The posters were wheat pasted around NYC by members of Gran Fury and the ACT UP membership. To support the postering, Gran Fury organized a small budget and brought buckets of red paint and rubber gloves to the floor of ACT UP to instigate a parallel graffiti campaign of bloody handprints that would go where posters could not, further reinforcing the image's ubiquity. Handprinting the East Village and Lower Broadway was my first date with a boyfriend at the time, who narrowly escaped arrest.

That same year, ACT UP decided to target the regulatory agency responsible for the testing of potential AIDS therapies in the US, The Food and Drug Administration (FDA). Given the high and rapid mortality rate, it had become clear that any risks the medications carried could not exceed the risks of non-intervention, and that the clinical trails for the safety and efficacy of these drugs were de facto healthcare for individuals confronting the fatal disease.

To unpack the complex questions at work in the decision to target the FDA, I thought something iconographic would be useful, to open the door to a broader series of conversations and to have a longer shelf life than a single-message poster. The bloody hand seemed like the perfect candidate.

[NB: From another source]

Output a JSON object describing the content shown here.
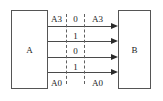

I proposed the nationalization of this image to Gran Fury, and we produced the larger version of the poster with the statistic "One AIDS Death Every Half Hour." We made sticker versions to replicate the gesture of the graffiti handprints, and t-shirts to be used as agitprop and fundraisers. It was impactful, and the image was used over the following years to help articulate the AIDS activist struggle.

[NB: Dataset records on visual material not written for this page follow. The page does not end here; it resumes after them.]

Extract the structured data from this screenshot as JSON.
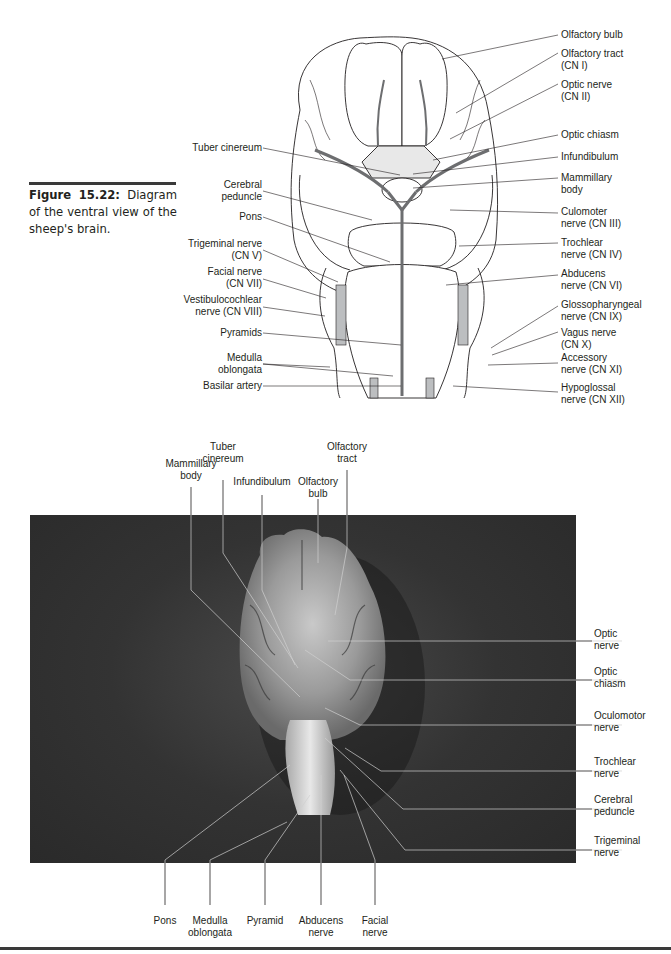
{
  "figure": {
    "number": "Figure 15.22:",
    "caption": "Diagram of the ventral view of the sheep's brain."
  },
  "diagram": {
    "left_labels": [
      {
        "id": "tuber-cinereum",
        "lines": [
          "Tuber cinereum"
        ]
      },
      {
        "id": "cerebral-peduncle",
        "lines": [
          "Cerebral",
          "peduncle"
        ]
      },
      {
        "id": "pons",
        "lines": [
          "Pons"
        ]
      },
      {
        "id": "trigeminal-nerve",
        "lines": [
          "Trigeminal nerve",
          "(CN V)"
        ]
      },
      {
        "id": "facial-nerve",
        "lines": [
          "Facial nerve",
          "(CN VII)"
        ]
      },
      {
        "id": "vestibulocochlear-nerve",
        "lines": [
          "Vestibulocochlear",
          "nerve (CN VIII)"
        ]
      },
      {
        "id": "pyramids",
        "lines": [
          "Pyramids"
        ]
      },
      {
        "id": "medulla-oblongata",
        "lines": [
          "Medulla",
          "oblongata"
        ]
      },
      {
        "id": "basilar-artery",
        "lines": [
          "Basilar artery"
        ]
      }
    ],
    "right_labels": [
      {
        "id": "olfactory-bulb",
        "lines": [
          "Olfactory bulb"
        ]
      },
      {
        "id": "olfactory-tract",
        "lines": [
          "Olfactory tract",
          "(CN I)"
        ]
      },
      {
        "id": "optic-nerve",
        "lines": [
          "Optic nerve",
          "(CN II)"
        ]
      },
      {
        "id": "optic-chiasm",
        "lines": [
          "Optic chiasm"
        ]
      },
      {
        "id": "infundibulum",
        "lines": [
          "Infundibulum"
        ]
      },
      {
        "id": "mammillary-body",
        "lines": [
          "Mammillary",
          "body"
        ]
      },
      {
        "id": "oculomotor-nerve",
        "lines": [
          "Culomoter",
          "nerve (CN III)"
        ]
      },
      {
        "id": "trochlear-nerve",
        "lines": [
          "Trochlear",
          "nerve (CN IV)"
        ]
      },
      {
        "id": "abducens-nerve",
        "lines": [
          "Abducens",
          "nerve (CN VI)"
        ]
      },
      {
        "id": "glossopharyngeal-nerve",
        "lines": [
          "Glossopharyngeal",
          "nerve (CN IX)"
        ]
      },
      {
        "id": "vagus-nerve",
        "lines": [
          "Vagus nerve",
          "(CN X)"
        ]
      },
      {
        "id": "accessory-nerve",
        "lines": [
          "Accessory",
          "nerve (CN XI)"
        ]
      },
      {
        "id": "hypoglossal-nerve",
        "lines": [
          "Hypoglossal",
          "nerve (CN XII)"
        ]
      }
    ]
  },
  "photo": {
    "top_labels": [
      {
        "id": "mammillary-body",
        "lines": [
          "Mammillary",
          "body"
        ]
      },
      {
        "id": "tuber-cinereum",
        "lines": [
          "Tuber",
          "cinereum"
        ]
      },
      {
        "id": "infundibulum",
        "lines": [
          "Infundibulum"
        ]
      },
      {
        "id": "olfactory-bulb",
        "lines": [
          "Olfactory",
          "bulb"
        ]
      },
      {
        "id": "olfactory-tract",
        "lines": [
          "Olfactory",
          "tract"
        ]
      }
    ],
    "right_labels": [
      {
        "id": "optic-nerve",
        "lines": [
          "Optic",
          "nerve"
        ]
      },
      {
        "id": "optic-chiasm",
        "lines": [
          "Optic",
          "chiasm"
        ]
      },
      {
        "id": "oculomotor-nerve",
        "lines": [
          "Oculomotor",
          "nerve"
        ]
      },
      {
        "id": "trochlear-nerve",
        "lines": [
          "Trochlear",
          "nerve"
        ]
      },
      {
        "id": "cerebral-peduncle",
        "lines": [
          "Cerebral",
          "peduncle"
        ]
      },
      {
        "id": "trigeminal-nerve",
        "lines": [
          "Trigeminal",
          "nerve"
        ]
      }
    ],
    "bottom_labels": [
      {
        "id": "pons",
        "lines": [
          "Pons"
        ]
      },
      {
        "id": "medulla-oblongata",
        "lines": [
          "Medulla",
          "oblongata"
        ]
      },
      {
        "id": "pyramid",
        "lines": [
          "Pyramid"
        ]
      },
      {
        "id": "abducens-nerve",
        "lines": [
          "Abducens",
          "nerve"
        ]
      },
      {
        "id": "facial-nerve",
        "lines": [
          "Facial",
          "nerve"
        ]
      }
    ]
  }
}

In hindsight, however, I have come to think of this poster as the signal post for a major turning point in the AIDS activist movement, the transition from resistance to investiture. From a grassroots organizing perspective, a similar institutional mechanism to the one that degrades the art of dissent caused AIDS activists to become absorbed by the system they were pitted against.

So I also consider noteworthy the way this poster has crystallized within the canon. The national Bloody Hand poster has come to represent an orchestrated campaign to expand access to life-saving AIDS medications, and it represents the efficacious deployment of collective direct action. Both of those things are true. But in terms of an AIDS historiography, the fact that the national version of this image has eclipsed the original ones somehow hobbles the point of studying it, which would be to gain strategic insights into this social movement.

This image had its genesis in a local skirmish that has been jettisoned from the story because it makes no greater point. In my estimation, however, it was politically significant. Even though you may never have heard about it, the pursuit of Stephen Joseph was no less pitched or potent than having taken on the FDA. This small sit-in at the local Department of Health office was instrumental in ACT UP NY's finding its voice, and it set the stage for an ongoing relationship with the commissioner that spilled over into a later needle exchange pilot program.

Within this unwieldy story is also a tale of a community, compelled by despair and the urgency of the moment, covered in red paint and doggedly willing to risk arrest, over and over again, simply because it had to. The klieg light of the national media was not trained on this story, but ACT UP would not back down. And as a result, a tiny affinity group, powered by the tight solidarity of an only-slightly-larger collective of enraged individuals, took risks that set the stage for tensions between ACT UP NY and the police that led to ongoing surveillance of the organization and the political levy that accompanied it.

These risks were also a contributing factor in the solidification of the reputation for resistance that enabled ACT UP NY to exert national influence over HIV/AIDS research protocols and the drug development pipeline. In fact, the Stephen Joseph saga may be part of the reason you have heard of the national Bloody Hand poster in the first place.

I am not juxtaposing the two stories to downplay the importance of activists taking on the drug approval process. I am doing it to help explain that it was grassroots political organizing that made it possible, organizing that was shaped in part by a local resistance struggle.